Drinking the 2004 Radio-Coteau Cherry Camp Syrah
Radio-Coteau is one of my favorite wineries. Well, it’s a virtual winery, I suppose, since they have no winery building, nor do they accept visitors because I guess you’d be visiting Eric Sussman’s garage or something.
I purchased my first Radio-Coteau wines about two years ago. When I first got into wine as a hobby, I spent a lot of time looking around at different wineries, trying to understand my own taste and refine it through the expensive process of tasting lots of good wines. Now, two years and over 350 wines later, I have a better sense of what I like both in a wine and in a winemaker’s approach to his or her product.
Radio-Coteau embodies a lot of the things that I care about in terms of wine grape growth, harvesting, and vinification. As their Web site puts it, the name Radio-Coteau “reflects a commitment to capturing reflections of soil, seasons, people and place” (link to source). This commitment is evident in the more subtle choices that Sussman makes, such as the unfiltered and unfined end product of his hard work. The idea is to let each of the diverse vineyard sources that Radio-Coteau relies upon for their grapes shine through in the finished wines.
With this background in mind, I decided to dive into my cellar and try a 2004 Radio-Coteau release that I had not yet opened: the Cherry Camp Syrah. This Syrah comes from the Cherry Camp vineyard, which was originally a cherry orchard just after the turn of the 20th century. At the turn of the 21st century, Vince Pedroia planted Syrah vines on the land, using a few clones of the Entav variety (and possibly other clones and vines as well). The year 2004 marks the first release of Cherry Camp Syrah from Radio-Coteau.
I decided to decant this wine for about an hour; my recent experience with young West Coast Syrah has taught me that decanting is a very good idea. Here are my thoughts on this wine, which I drank with some roast chicken stuffed with Shiitake mushrooms and wild rice:
- Aroma: Subtle smoky, leathery, tobacco bouquet. Very subdued compared to most of the Syrah I have tried.
- Flavor: Spicy, woodsy, meaty on the palate at first; evolved into a black cherry, blackberry and raspberry, roast meat, and spicy/smoky melange that was quite good.
- General impression: Very nice! My wife liked it, and that’s extremely rare for a non-Pinot. Worth buying again; needed 60 minutes in the decanter.
Again, it’s important to reiterate that it took about 60 minutes of decanting before this wine would yield anything at all; very tightly wound, as they say, and promising but extremely dense up front. And, once again, this wine reminded me why it’s so hard to buy a young wine at a restaurant. If it takes 60 minutes for the wine to taste the way it should, what are you supposed to do as you wait at your table for an hour? Keep eating the free crostini?
So, the big question: When I receive my Radio-Coteau allocation offer for their 2006 Cherry Camp Syrah, will I buy more? Yes, I think so. But I’ll need to sit on it for about 5-7 years this time around.
June 8th, 2008 at 10:32 am
The following are my thoughts on the Vintage 2007 Mad Dog 20/20 Wildberry I enjoyed the other night:
1) As I lie in my piss-soaked trousers, eating a carelessly discarded carton of what I think may be shrimp fried rice, I decided to decant the bottle of Mad Dog that I’ve been hoarding for several weeks now. After smelling the underside of the aluminum cap I was brought back to childhood days where drinking Kool-Aid in the one-bedroom apartment I shared with six people was a pleasure.
2) I splashed a small test sip into a wiped out 8 oz. McDonald’s coffee cup. After throwing down the first swaggle, I was reminded of the first time I drank Aqua Velva through eight slices of Wonder Bread. The wine gods must have been smiling down on the Mad Dog plant the day this batch screamed off the assembly line.
3) My initial thoughts as this product first touched my palate reminded me of the time I passed out drunk face first into a produce stand.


**Problem to work on**
Lines containing "politics": state how many there are in these entries, and write only that number.

**Information provided**
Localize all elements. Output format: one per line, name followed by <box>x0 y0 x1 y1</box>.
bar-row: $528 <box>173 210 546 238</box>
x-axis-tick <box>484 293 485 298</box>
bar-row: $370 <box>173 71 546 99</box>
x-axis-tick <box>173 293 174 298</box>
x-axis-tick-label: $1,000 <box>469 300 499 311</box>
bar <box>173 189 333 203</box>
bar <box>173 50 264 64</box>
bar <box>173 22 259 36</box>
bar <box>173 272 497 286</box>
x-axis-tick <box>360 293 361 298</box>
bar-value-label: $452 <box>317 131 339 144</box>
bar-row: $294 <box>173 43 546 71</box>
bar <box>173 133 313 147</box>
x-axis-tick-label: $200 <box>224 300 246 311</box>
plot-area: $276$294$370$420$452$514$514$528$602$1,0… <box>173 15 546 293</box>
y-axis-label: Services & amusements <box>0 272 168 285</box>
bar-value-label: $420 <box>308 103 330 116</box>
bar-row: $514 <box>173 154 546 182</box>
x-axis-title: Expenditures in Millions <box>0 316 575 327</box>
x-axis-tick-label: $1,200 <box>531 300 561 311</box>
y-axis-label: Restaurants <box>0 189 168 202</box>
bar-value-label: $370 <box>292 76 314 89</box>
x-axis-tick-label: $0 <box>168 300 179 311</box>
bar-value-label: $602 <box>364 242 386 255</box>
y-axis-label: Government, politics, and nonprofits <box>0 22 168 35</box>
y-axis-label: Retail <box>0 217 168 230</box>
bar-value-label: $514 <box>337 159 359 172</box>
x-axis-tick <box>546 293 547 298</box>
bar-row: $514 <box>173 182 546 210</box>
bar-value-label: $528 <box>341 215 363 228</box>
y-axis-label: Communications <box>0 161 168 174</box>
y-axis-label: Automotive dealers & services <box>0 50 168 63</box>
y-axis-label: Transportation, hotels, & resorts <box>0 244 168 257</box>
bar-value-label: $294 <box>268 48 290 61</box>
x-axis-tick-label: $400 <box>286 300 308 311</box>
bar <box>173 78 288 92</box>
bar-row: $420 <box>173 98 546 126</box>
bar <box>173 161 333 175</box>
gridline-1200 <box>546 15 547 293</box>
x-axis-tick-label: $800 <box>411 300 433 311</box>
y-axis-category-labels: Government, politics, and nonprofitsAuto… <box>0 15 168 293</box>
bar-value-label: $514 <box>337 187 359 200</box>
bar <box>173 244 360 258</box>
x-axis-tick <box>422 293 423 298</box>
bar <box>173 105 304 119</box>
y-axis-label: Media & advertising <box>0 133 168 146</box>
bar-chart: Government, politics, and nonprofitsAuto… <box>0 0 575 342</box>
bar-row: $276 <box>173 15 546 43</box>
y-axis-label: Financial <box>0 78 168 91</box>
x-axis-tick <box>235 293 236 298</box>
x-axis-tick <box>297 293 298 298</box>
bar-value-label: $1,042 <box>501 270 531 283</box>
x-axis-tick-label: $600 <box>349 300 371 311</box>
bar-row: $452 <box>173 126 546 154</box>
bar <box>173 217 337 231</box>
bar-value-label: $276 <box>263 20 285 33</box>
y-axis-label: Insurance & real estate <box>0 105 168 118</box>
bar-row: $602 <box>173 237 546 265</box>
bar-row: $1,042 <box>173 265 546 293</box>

**Your solution**
3